19may2007: I am sorting through piles of old notes, memos, and papers, so as to stop old messes from propagating into my new office. One scrap of paper says simply, "There is so much work that nothing gets done."

2jun2007: I am back in San Diego, where my allergies are flaring up in odd ways. I am at work on several different papers, one of which was just sent off to a journal. Soon, Cristyn and I will be preparing for the great move. In the meantime, I've updated the gaming stuff here on the site, indexing my game library and HTMLiorating old campaign logs. The latter will come in handy if the group sorts out the logistics for running sessions over the internet.

10jun2007: Preparations for moving are stumbling along fine. We unearthed an old game book and filled in some of it over dinner; to paraphrase the blurb on the back--

If you just heard someone say,

"Every morning, before washing your coffee pot, massage it gently with a/an soldier that has been soaked overnight in a briefcase full of warm bull semen."
you've obviously been playing Mad Libs.

animatronic dean martin 24jun2007: The night before departure from La Jolla, Mad Libs with Jen and Zack produced this line: "If you plan on joining the army, here are some drug-addled hints that will help you become a whoreish soldier."

We have since both departed and arrived, completing a week-long, cross-country road trip. Stopping at my parents' house midway across the country, I cleaned out a closetful of whatzit that I'd left when I moved out over a decade ago. One item was the dayrunner from my trip to Russia in 1994. Most of it was now-insignificant logistics, but the last page had this limerick on it:

There was an old man in St. Ives
who had at once ten different wives.
They spoke to his mother
and discovered each other,
so they served him up garnished with chives.

By this time next week, if all goes according to plan, we'll be homeowners here in Albany. Gah!

[moving] 2007jul10: We have now been homeowners for over a week. Last Wednesday, movers delivered the contents of our apartment from San Diego. Thursday, friends helped us move the major contents of the apartment here in Albany. Since then: unpacking, sweating, and move-in rigamarole.

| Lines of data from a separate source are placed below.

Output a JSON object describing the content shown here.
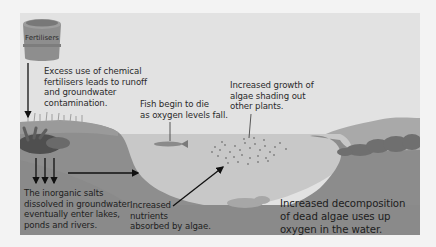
{
  "diagram": {
    "topic": "Eutrophication",
    "barrel": {
      "label": "Fertilisers"
    },
    "annotations": {
      "runoff": "Excess use of chemical\nfertilisers leads to runoff\nand groundwater\ncontamination.",
      "fish": "Fish begin to die\nas oxygen levels fall.",
      "algae_growth": "Increased growth of\nalgae shading out\nother plants.",
      "inorganic_salts": "The inorganic salts\ndissolved in groundwater\neventually enter lakes,\nponds and rivers.",
      "nutrients": "Increased\nnutrients\nabsorbed by algae.",
      "decomposition": "Increased decomposition\nof dead algae uses up\noxygen in the water."
    },
    "colors": {
      "page_bg": "#f3f3f3",
      "sky": "#e2e2e2",
      "water": "#c9c9c9",
      "bank": "#8f8f8f",
      "bank_dark": "#7a7a7a",
      "far_hill": "#a8a8a8",
      "text": "#2a2a2a"
    }
  }
}
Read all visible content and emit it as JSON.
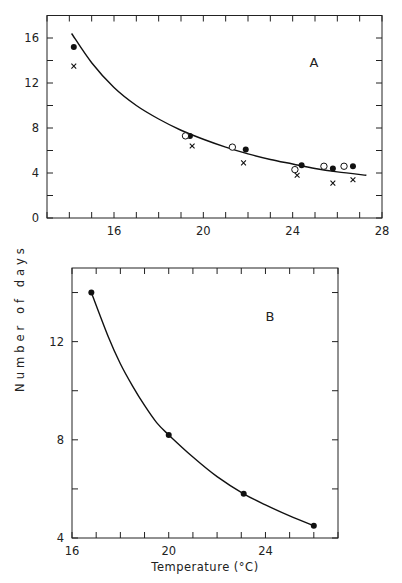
{
  "figure": {
    "ylabel": "Number of days",
    "xlabel": "Temperature (°C)"
  },
  "chart_data": [
    {
      "panel": "A",
      "type": "scatter",
      "title": "A",
      "xlabel": "",
      "ylabel": "Number of days",
      "xlim": [
        13,
        28
      ],
      "ylim": [
        0,
        18
      ],
      "xticks": [
        16,
        20,
        24,
        28
      ],
      "yticks": [
        0,
        4,
        8,
        12,
        16
      ],
      "grid": false,
      "series": [
        {
          "name": "filled circles",
          "marker": "filled-circle",
          "x": [
            14.2,
            19.4,
            21.9,
            24.4,
            25.8,
            26.7
          ],
          "y": [
            15.2,
            7.3,
            6.1,
            4.7,
            4.4,
            4.6
          ]
        },
        {
          "name": "open circles",
          "marker": "open-circle",
          "x": [
            19.2,
            21.3,
            24.1,
            25.4,
            26.3
          ],
          "y": [
            7.3,
            6.3,
            4.3,
            4.6,
            4.6
          ]
        },
        {
          "name": "crosses",
          "marker": "cross",
          "x": [
            14.2,
            19.5,
            21.8,
            24.2,
            25.8,
            26.7
          ],
          "y": [
            13.5,
            6.4,
            4.9,
            3.8,
            3.1,
            3.4
          ]
        },
        {
          "name": "fitted curve",
          "marker": "line",
          "x": [
            14.1,
            15,
            16,
            17,
            18,
            19,
            20,
            21,
            22,
            23,
            24,
            25,
            26,
            27.3
          ],
          "y": [
            16.4,
            13.8,
            11.6,
            10.0,
            8.8,
            7.8,
            7.0,
            6.3,
            5.7,
            5.2,
            4.8,
            4.4,
            4.1,
            3.8
          ]
        }
      ]
    },
    {
      "panel": "B",
      "type": "line",
      "title": "B",
      "xlabel": "Temperature (°C)",
      "ylabel": "Number of days",
      "xlim": [
        16,
        27
      ],
      "ylim": [
        4,
        15
      ],
      "xticks": [
        16,
        20,
        24
      ],
      "yticks": [
        4,
        8,
        12
      ],
      "grid": false,
      "series": [
        {
          "name": "filled circles",
          "marker": "filled-circle",
          "x": [
            16.8,
            20.0,
            23.1,
            26.0
          ],
          "y": [
            14.0,
            8.2,
            5.8,
            4.5
          ]
        },
        {
          "name": "fitted curve",
          "marker": "line",
          "x": [
            16.8,
            17.5,
            18,
            18.5,
            19,
            19.5,
            20,
            21,
            22,
            23.1,
            24,
            25,
            26.0
          ],
          "y": [
            14.0,
            12.2,
            11.1,
            10.2,
            9.4,
            8.7,
            8.2,
            7.3,
            6.5,
            5.8,
            5.35,
            4.9,
            4.5
          ]
        }
      ]
    }
  ]
}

Today, the DSL went live. And so this update.

Some things I have learned in the new house: Summer squalls can come up very quickly, turning an open window into a faucet. Deglazing a pan is rather more dramatic on a gas stove than on an electric, because a shot of whiskey flames more than one would expect. Thankfully, no harm was done learning either lesson.

My busy life has meant no updates at Ninja Verses, but we did spare an evening for dinner and games with RM and TZ. The choice remark of the night-- "His ovaries are my jackhammer"-- was uttered in the course of a game of Thinkblot, regarding a symmetrical splodge that looked a bit like the female reproductive system and a bit like a power tool. Now it is on the web, where it will lure over some hapless but twisted search engine traffic.

lindenwald 2007sep08: My parents are in town, trying out our guest room. Today the four of us took a day trip down to Lindenwald, the estate of Martin Van Buren. As a point of trivia, Van Buren was the first US president who was born in the United States-- not because prior presidents had been born somewhere else, but because they were born before independence. More interestingly, English was not Van Buren's first language. Growing up in Kinderhook, he learned Dutch first and reportedly spoke with an accent throughout his life.


MF? "This way to the Gender Assignment Center."

We saw this curious, but unrelated-to-Van-Buren statue in Hudson:

skullpture skullpture

jack-o-lantern 2007oct31: Happy Halloween! Kids in our neighborhood get some M&Ms and some Swedish Fish. All ya'll on the internet just get this snapshot of Cristyn's jack-o-lantern.

I did not dress up as anything this year. However, a local costume shop had a nice second-hand tailcoat which I bought as a garment for everyday life.